How I Found My Niche After 4 Months
4 months wrong audiences. Then one question changed everything.
Four months of turning in circles.
That’s how long it took me to figure out my niche. September through December, changing names, rewriting descriptions, watching the wrong people show up.
And the whole time, I thought I was having an identity crisis.
Like, why can’t I figure this out? Everyone else seems to nail their niche on the first try. What’s wrong with me?
Nothing was wrong with me. And if you’re stuck right now, nothing’s wrong with you either.
I tried two completely different niches before I found one that worked. The first one attracted retirees when I wanted ambitious entrepreneurs. The second one sounded smart but confused everyone—including Google.
Each failure taught me something crucial. And once I understood the pattern? Everything clicked.
I’m going to show you exactly what those mistakes were and the framework I used to fix them.
Let’s address this now.
Why Broad Problems Make Bad Niches
My first attempt was called ”Early Retired Club.”
The idea? Help people start newsletter businesses before they hit retirement age. AI eliminating jobs, mass layoffs left and right, people living longer but retirement funds not keeping up, and the demographic pyramid is flipping upside down—the pension crisis is a threat. I wanted to help people build something of their own while they still had time.
I loved the concept. The problem is real.
But here’s what happened: retirees started subscribing. Actual retired people. Not the ambitious 30-somethings I was writing for.
Why? Because I was solving a macro problem, but individuals don’t Google ”pension crisis solutions.” They Google ”make money online” or ”start a side business.”
Like you should know. People don’t buy preventatives. They only act when they already have pain.
I was positioning around ”avoid this bad future”—but the people searching for that content were already living it.
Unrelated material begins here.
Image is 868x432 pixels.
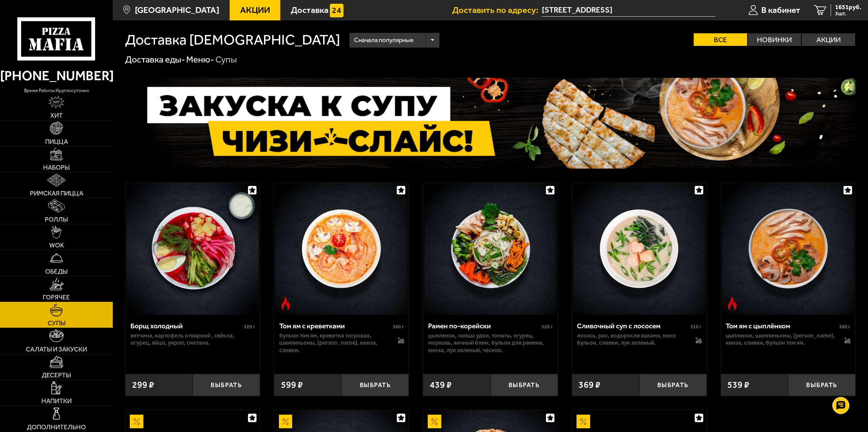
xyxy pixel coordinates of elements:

The middle-age who’re fine right now? They’re not looking for retirement solutions.
Your niche can’t be about what people should care about. It has to be about what they’re actively trying to solve right now.
Big mistake. But it taught me something crucial.
When Clarity Beats Philosophy
So I tried again. This time: ”Via Libera.”
It’s Latin for ”the free path.” The philosophy was solid—own your work, control your means of production, build real independence. I believed in it. Still do.
But nobody could tell what I wrote about just from the name.
Worse? My publication name didn’t match my URL. The image looked weird in search results. And when people tried to refer me? They couldn’t explain what I did.
I was using Substack like a blog but naming it like a philosophy journal.
Clever doesn’t equal clear. Especially not for search engines.
I thought I was being sophisticated. What I was actually doing? Making it impossible for people to find me.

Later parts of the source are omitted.